Jason Pierre-Paul Contract Analysis
Total Value – 4 years, $62,000,000 + $4 Million in Incentives
Jason Pierre-Paul Contract Length
JPP will be 32 years old by the time he’s free to enter the free-agent market. After playing two straight seasons on one-year contracts, the Giants franchised him for the second time (2015) this offseason. Pierre-Paul had previously stated he wouldn’t play under a one-year deal in 2017, so he got the long-term commitment he’d been seeking since 2015.
Jason Pierre-Paul Contract Compensation
The franchise tag would have paid JPP $16.934-million in 2017. He parlayed that into $22.5 million in year one cash with almost 80% of the contract ($49.5M) paid in the first three years. He’ll also earn $62,500 per game roster bonuses if he is on the active 46-man roster and has $1 million in incentives.
His deal comes in $1.5-million per year short of opposite bookend Olivier Vernon ($17 million), but Pierre-Paul’s $15.5-million average still makes him the fourth-highest-paid defensive end, eighth-highest-paid defensive lineman and 12th-highest-paid defensive player in the NFL. It wasn’t the $85 million he was seeking, but Pierre-Paul did finally find security.
Jason Pierre-Paul Contract Guarantees
The deal has $29 million (47%) fully guaranteed at signing with $40 million (65%) in partial guarantees. The fully guaranteed money comes in the form of his $20-million signing bonus, his 2017 base and $6.5 million of his 2018 base, which puts him fifth among defensive ends. The dead money is overwhelming in year one ($29M) and two ($22.5M). With $10 million in dead money in 2019, JPP is assured to see the nearly $50 million through year three.
Jason Pierre-Paul Contract Cap Hits
The large signing bonus and low first-year base creates the artificially low $7.25-million cap figure in 2017 (adjusted for the 12 games of LTBE roster bonus). After this coming season, his cap number turns into a large percentage of the team’s cap. The team will have between $35.5 million and $39 million invested in its starting defensive ends for the three years from 2018 through 2020.
Jason Pierre-Paul Contract Summary
Jason Pierre-Paul has proven he’s still a force despite the Fourth of July accident that cost him 2.5 fingers in 2015, posting seven sacks and 17 QB hits in 12 games last season. Although he finally received a multi-year contract, it’d be interesting to know if Pierre-Paul wanted to hit free agency a year sooner or if the Giants weren’t willing to offer the $15.5-million APY over an additional season or two. His APY makes the former South Florida product the second-highest-paid 4-3 defensive end, only behind teammate Olivier Vernon.
*Contract information from Over The Cap, Spotrac, Pro Football Talk, and/or other sources.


What you have to do ▸ Type the data below again exactly. Omit all pictures.
# # #
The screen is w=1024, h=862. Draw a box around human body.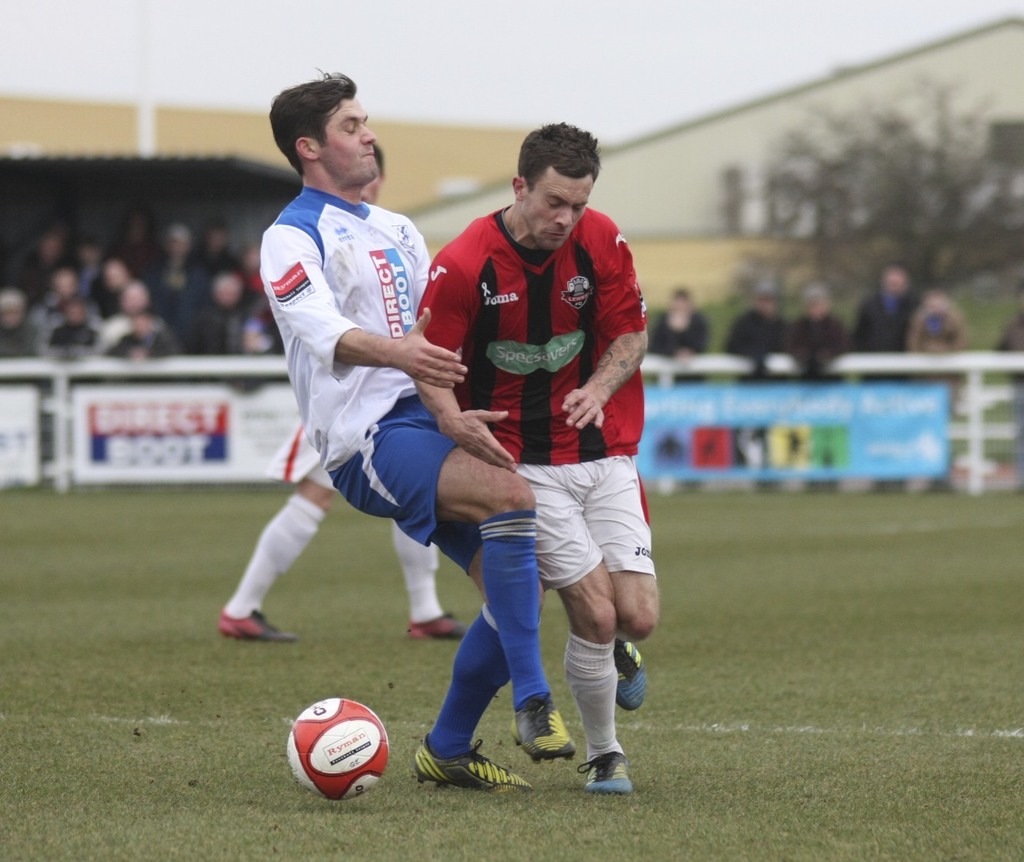
crop(213, 145, 475, 645).
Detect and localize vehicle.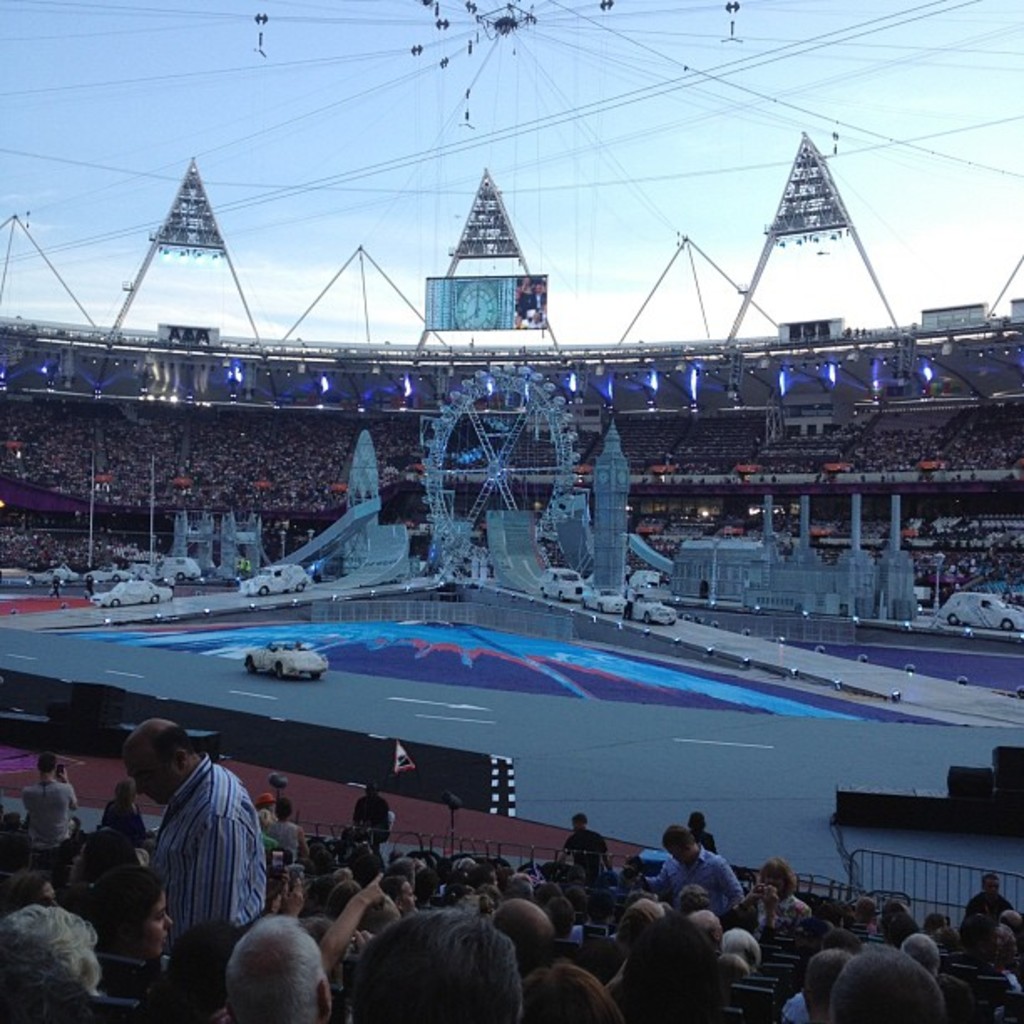
Localized at [159,556,201,581].
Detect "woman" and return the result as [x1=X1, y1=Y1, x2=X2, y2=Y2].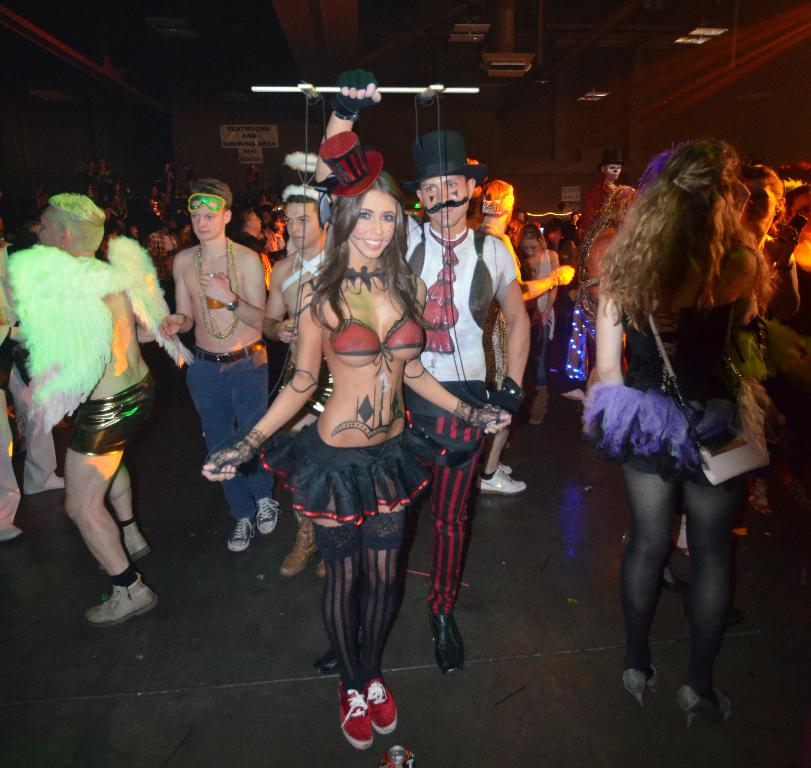
[x1=733, y1=161, x2=795, y2=322].
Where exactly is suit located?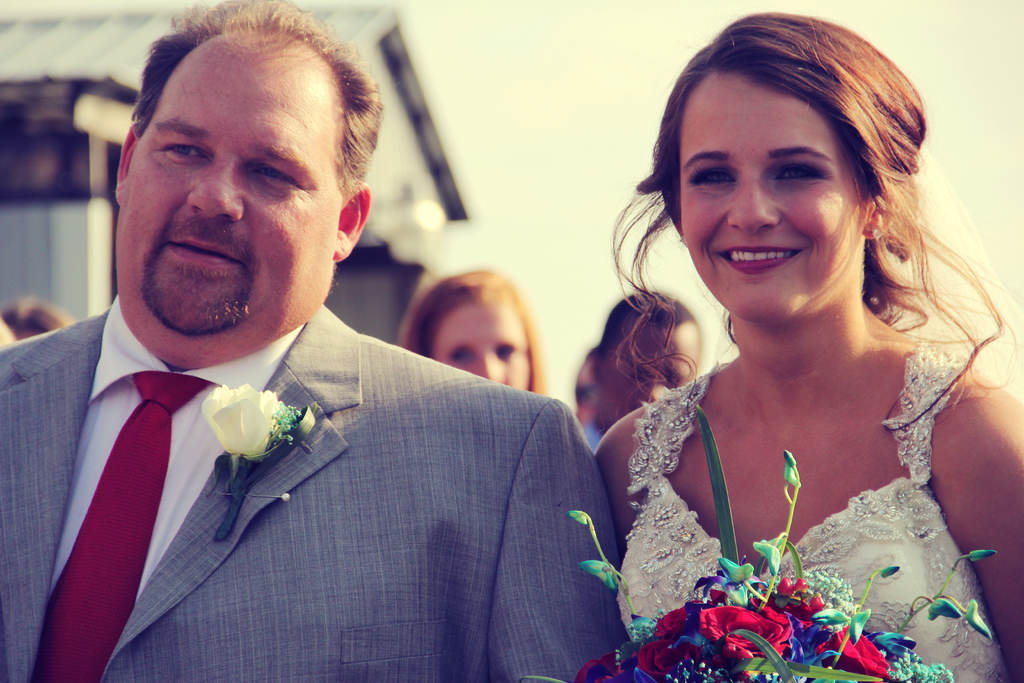
Its bounding box is (left=0, top=197, right=644, bottom=675).
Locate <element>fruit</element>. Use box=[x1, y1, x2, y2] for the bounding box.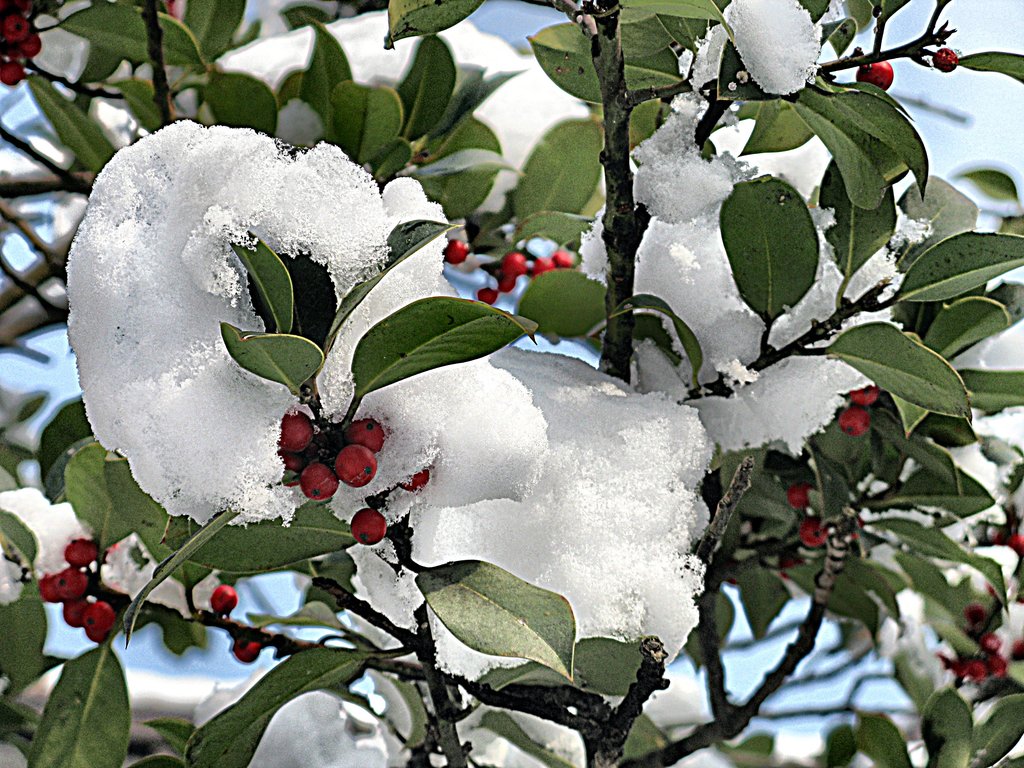
box=[546, 250, 575, 267].
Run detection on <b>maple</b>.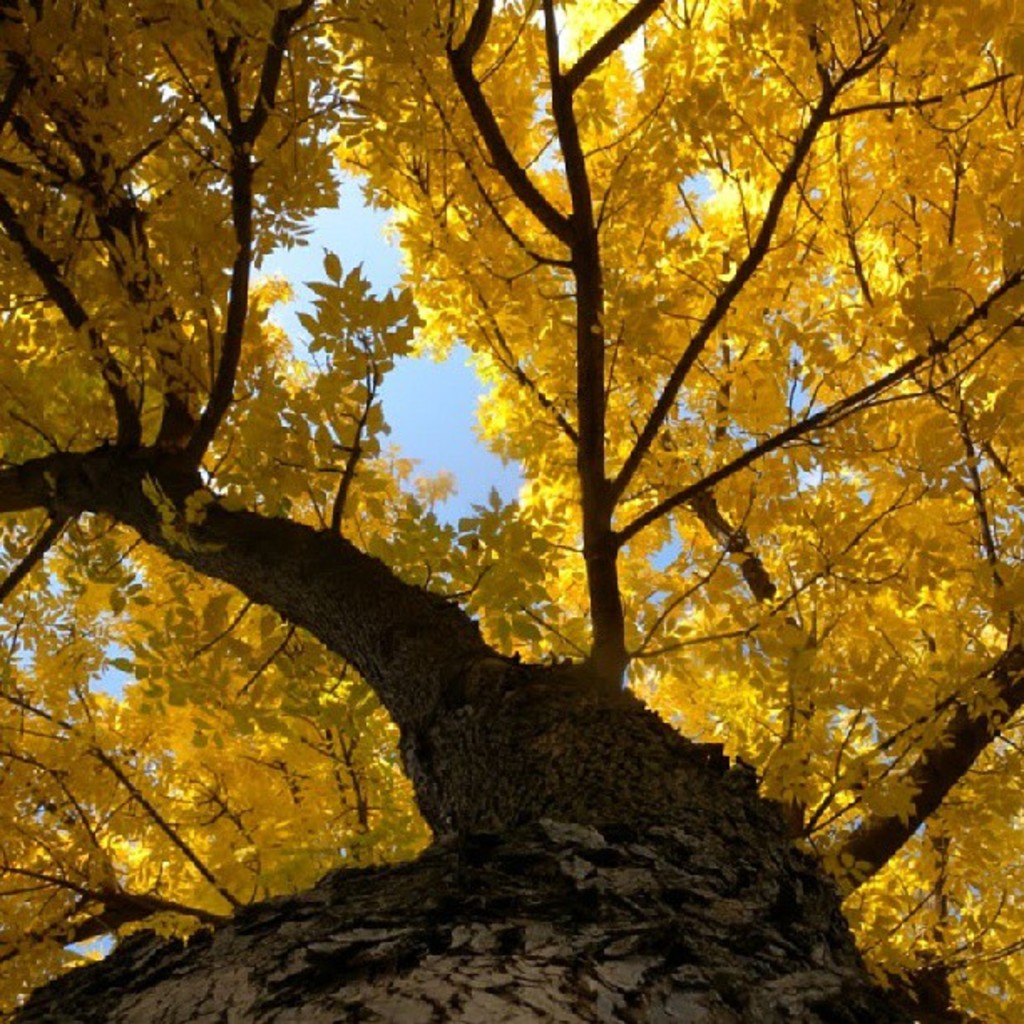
# # #
Exercise output ▸
The screen is w=1024, h=862. Draw a box around human body.
crop(213, 145, 475, 645).
Detect and localize vehicle.
Localized at [159,556,201,581].
Detect "woman" and return the result as [x1=X1, y1=Y1, x2=X2, y2=Y2].
[x1=733, y1=161, x2=795, y2=322].
Where exactly is suit located?
Its bounding box is (left=0, top=197, right=644, bottom=675).
Locate <element>fruit</element>. Use box=[x1, y1, x2, y2] for the bounding box.
box=[546, 250, 575, 267].
Run detection on <b>maple</b>.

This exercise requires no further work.